Miles Davis Quotes About Jazz

We have collected for you the TOP of Miles Davis's best quotes about Jazz! Here are collected all the quotes about Jazz starting from the birthday of the Musician – May 26, 1926! We hope you will be inspired to new achievements with our constantly updated collection of quotes. At the moment, this page contains 175 sayings of Miles Davis about Jazz. We will be happy if you share our collection of quotes with your friends on social networks!
  • Keith, how does it feel to be a genius?

  • I began to realize that some of the things Ornette Coleman had said about things being played three or fours ways, independently of each other, were true because Bach had also composed that way.

    Miles Davis, Quincy Troupe (1990). “Miles”, p.322, Simon and Schuster
  • The thing to judge in any jazz artist is, does the man project and does he have ideas.

  • Jazz is an Uncle Tom word. They should stop using that word for selling. I told George Wein the other day that he should stop using it.

  • Trane was the perfect saxophonist for Monk's music because of the space that Monk always used. Trane could fill up all that space with all them chords and sounds he was playing then.

    Miles Davis, Quincy Troupe (1990). “Miles”, p.216, Simon and Schuster
  • I can tell whether a person can play just by the way he stands.

  • If you got up on the bandstand at Minton's and couldn't play, you were not only going to be embarrassed by the people ignoring you or booing you, you might get your ass kicked.

    Miles Davis, Quincy Troupe (1990). “Miles”, Simon and Schuster
  • [Jazz musicians] feel comfortable with their clichés, you know.

    Source: hepcat1950.com
  • I really liked Wynton when I first met him.
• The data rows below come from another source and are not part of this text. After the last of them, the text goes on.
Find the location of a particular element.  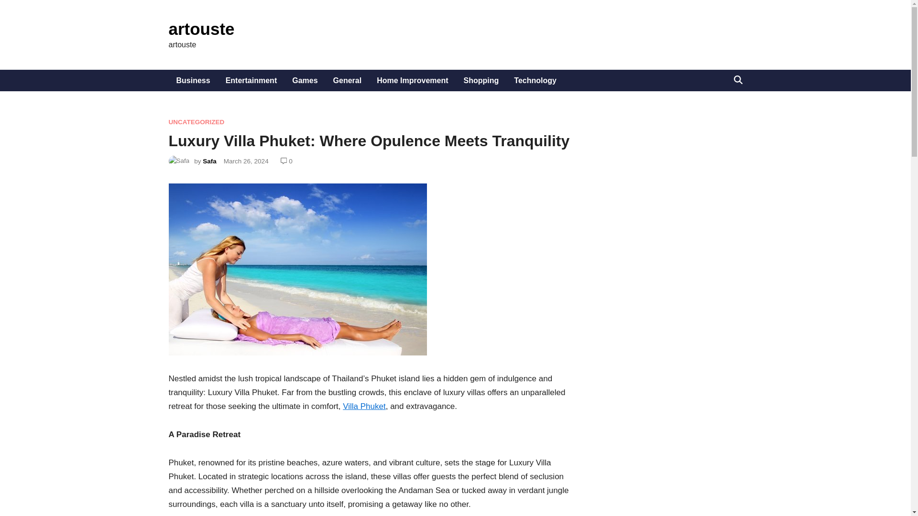

Safa is located at coordinates (209, 161).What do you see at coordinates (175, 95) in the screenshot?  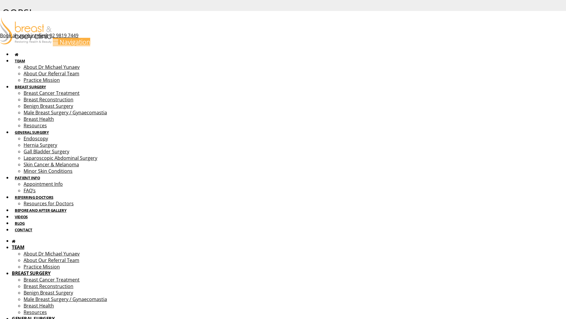 I see `About The Team` at bounding box center [175, 95].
He's still a nice young man, only confused.

    " Wynton Marsalis: trumpeting controversial ideas of classicism" by Philip Clark, www.theguardian.com. November 6, 2015.
  • I never thought Jazz was meant to be a museum piece like other dead things once considered artistic.
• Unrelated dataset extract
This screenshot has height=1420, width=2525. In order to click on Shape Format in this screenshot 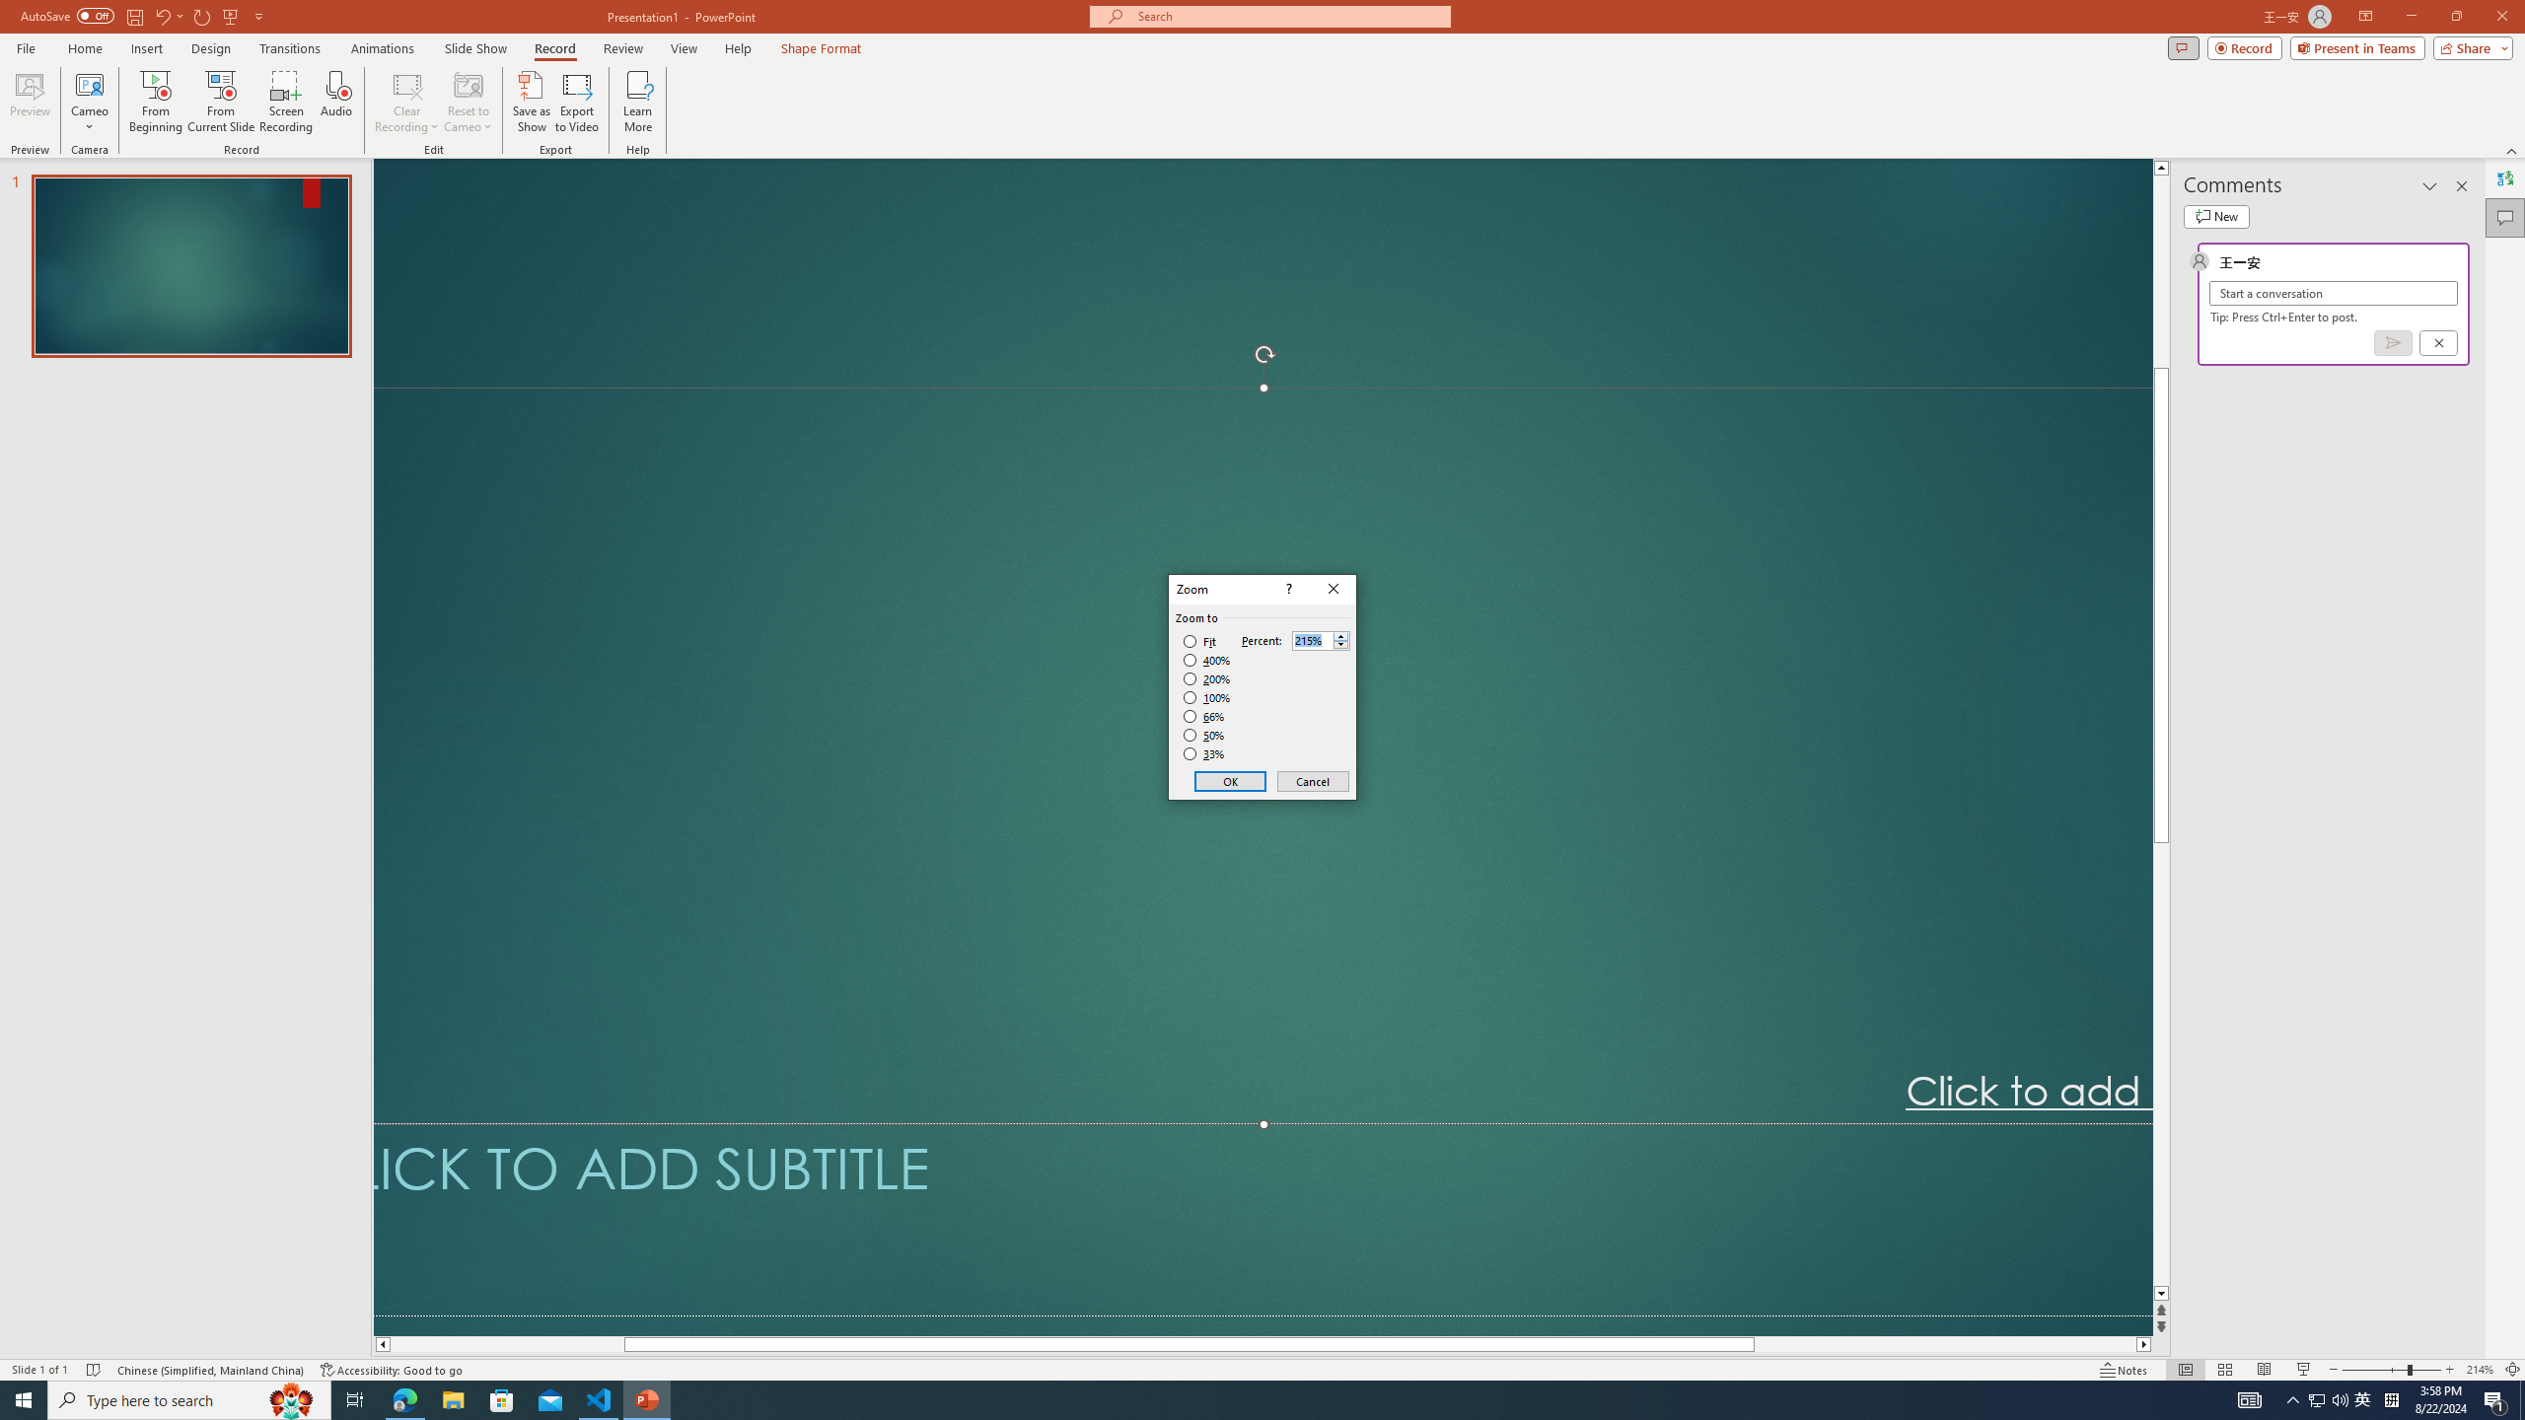, I will do `click(821, 48)`.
  • Jazz musicians are so comfortable. The reason they can't do what we do is because they're so comfortable doin' what they do.

    Source: hepcat1950.com
  • Don't play what's there, play what's not there.

    "SPIN" Magazine, (p. 30), December 1990.
  • There are no wrong notes in jazz: only notes in the wrong places.

  • Coltrane, you cant play everything at once!

  • Jazz is like blues with a shot of heroin!

  • Monk was a gentle person, gentle and beautiful, but he was strong as an ox. And if I had ever said something about punching Monk out in front of his face - and I never did - then somebody should have just come and got me and taken me to the madhouse, because Monk could have just picked my little ass up and thrown me through a wall.

    Beautiful   Strong   Wall  
    Miles Davis, Quincy Troupe (1990). “Miles”, p.187, Simon and Schuster
  • For me, music and life are all about style.

    Miles Davis, Quincy Troupe (1989). “Miles, the autobiography”, Simon & Schuster
  • He sounded to me like he's supposed to be the savior of jazz. Sometimes people speak as though someone asked them a question. Well, no one asked him a question.

  • The music has gotten thick. Guys give me tunes and they're full of chords. I can't play them...I think a movement in jazz is beginning away from the conventional string of chords, and a return to emphasis on melodic rather than harmonic variation. There will be fewer chords but infinite possibilities as to what to do with them.

    "Miles on Miles: Interviews and Encounters with Miles Davis". Book by Paul Maher, ‎Michael K. Dorr, p. 18, 2009.
  • At least one day out of the year all musicans should just put their instruments down, and give thanks to Duke Ellington.

  • Don't worry about playing a lot of notes. Just find one pretty one.

  • I never thought that the music called "jazz" was ever meant to reach just a small group of people, or become a museum thing locked under glass like all the other dead things that were once considered artistic.

    Miles Davis, Quincy Troupe (1990). “Miles”, p.205, Simon and Schuster
  • It took me twenty years study and practice to work up to what I wanted to play in this performance. How can she expect to listen five minutes and understand it?

  • If you're trying to be hip, be hip.

  • My father's rich, my momma's good looking. Right? And I can play the Blues. I've never suffered and don't intend to suffer.

  • I still got my Ferrari.

  • Always look ahead, but never look back.

  • ...people will go for anything they don't understand if it's got enough hype. They want to be hip, want always to be in on the new thing so they don't look unhip. White people are especially like that, particularly when a black person is doing something they don't understand...That's what I thought was happening when Ornette hit town.

    Miles Davis, Quincy Troupe (1990). “Miles”, p.251, Simon and Schuster
  • I don't care if a dude is purple with green breath as long as he can swing.

  • As long as I've been playing, they never say I done anything. They always say that some white guy did it.